What if your moisturizer did more than hydrate—what if it made you feel something? Calm. Energized. Sensual. Even aroused. This is the promise of beauty’s latest obsession: mood-altering skincare. Once a whisper on the wellness fringe, emotional beauty is now stepping into the mainstream—and it’s coming for your nightstand, vanity, and maybe even your love life.
It all started with perfume. “Functional fragrances” arrived promising more than a pretty scent. They claimed to ease anxiety, boost confidence, and even spark desire. Vyrao bottles their scents with crystals, Moods names theirs after emotions, and The Nue Co literally calls theirs “Functional Fragrance.” Charlotte Tilbury, never one to miss a magic-meets-science trend, quietly dropped her OG scent (RIP Scent of a Dream) and returned with a full neuroscent lineup created in partnership with psychologists and brain experts.
But if scent could sway your serotonin, skincare was always going to be next.
For years, we’ve dabbled in bedtime balms with lavender and rolled chamomile oils on our temples. But 2025 is asking a more provocative question: What if your skincare turned you on?
Enter Mienne, the brand billing itself as “the first luxury house of desire.” It’s not a metaphor. This is literal sensual skincare, engineered with aphrodisiacs and neuro-active ingredients to blur the line between beauty routine and erotic ritual. Think: a sex serum that doubles as skincare. A massage candle made for more than ambiance. Body washes, hand creams, and soaps infused with a philosophy of pleasure. “Mienne formulas are erotic recipes that ask, ‘If skincare can turn you on, what else can?’” reads the brand’s press release.
It’s not just the products that are seductive. The brand launched with a campaign featuring Julia Fox (no stranger to making headlines), Parris Goebel, and Lourdes “Lola” Leon in a moody, high-glam campaign that feels more like a short film than a beauty ad. The message is clear: beauty is no longer just about appearance—it’s about emotion, experience, and embodiment.
While science-backed beauty used to mean peptides and ceramides, today it might also mean dopamine, oxytocin, or arousal. Brynn Valentine’s recent exploration of a face cream that mimics the “love molecule” only confirms it—this industry is flirting with emotional biohacking.
So yes, your beauty products might soon know how to make you glow inside and out. The question isn’t if it’s happening. The question is: How do you want to feel today?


> **What is needed**: The answer is the full set of records below, transcribed exactly.
(Extracted material begins)
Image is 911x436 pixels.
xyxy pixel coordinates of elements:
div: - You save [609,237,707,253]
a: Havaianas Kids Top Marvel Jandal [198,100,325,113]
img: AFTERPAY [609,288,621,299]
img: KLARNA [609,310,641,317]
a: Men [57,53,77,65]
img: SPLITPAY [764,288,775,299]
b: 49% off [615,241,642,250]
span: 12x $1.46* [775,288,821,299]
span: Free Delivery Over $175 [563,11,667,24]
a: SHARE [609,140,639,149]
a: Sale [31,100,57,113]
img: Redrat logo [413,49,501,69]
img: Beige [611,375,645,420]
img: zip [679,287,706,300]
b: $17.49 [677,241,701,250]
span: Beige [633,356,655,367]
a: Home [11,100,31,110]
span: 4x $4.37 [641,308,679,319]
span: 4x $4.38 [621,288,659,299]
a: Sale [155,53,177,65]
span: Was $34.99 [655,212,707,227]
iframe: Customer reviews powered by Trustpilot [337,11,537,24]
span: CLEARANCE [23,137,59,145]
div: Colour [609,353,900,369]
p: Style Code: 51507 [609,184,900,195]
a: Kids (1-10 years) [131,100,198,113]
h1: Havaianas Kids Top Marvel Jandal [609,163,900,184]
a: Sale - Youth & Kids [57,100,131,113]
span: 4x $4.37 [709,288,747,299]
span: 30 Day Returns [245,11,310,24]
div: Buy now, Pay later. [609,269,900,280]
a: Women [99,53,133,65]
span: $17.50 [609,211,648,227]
(Extracted material ends)
> **Reply**:
Image is 911x436 pixels.
xyxy pixel coordinates of elements:
div: - You save [609,237,707,253]
a: Havaianas Kids Top Marvel Jandal [198,100,325,113]
img: AFTERPAY [609,288,621,299]
img: KLARNA [609,310,641,317]
a: Men [57,53,77,65]
img: SPLITPAY [764,288,775,299]
b: 49% off [615,241,642,250]
span: 12x $1.46* [775,288,821,299]
span: Free Delivery Over $175 [563,11,667,24]
a: SHARE [609,140,639,149]
a: Sale [31,100,57,113]
img: Redrat logo [413,49,501,69]
img: Beige [611,375,645,420]
img: zip [679,287,706,300]
b: $17.49 [677,241,701,250]
span: Beige [633,356,655,367]
a: Home [11,100,31,110]
span: 4x $4.37 [641,308,679,319]
span: 4x $4.38 [621,288,659,299]
a: Sale [155,53,177,65]
span: Was $34.99 [655,212,707,227]
iframe: Customer reviews powered by Trustpilot [337,11,537,24]
span: CLEARANCE [23,137,59,145]
div: Colour [609,353,900,369]
p: Style Code: 51507 [609,184,900,195]
a: Kids (1-10 years) [131,100,198,113]
h1: Havaianas Kids Top Marvel Jandal [609,163,900,184]
a: Sale - Youth & Kids [57,100,131,113]
span: 4x $4.37 [709,288,747,299]
span: 30 Day Returns [245,11,310,24]
div: Buy now, Pay later. [609,269,900,280]
a: Women [99,53,133,65]
span: $17.50 [609,211,648,227]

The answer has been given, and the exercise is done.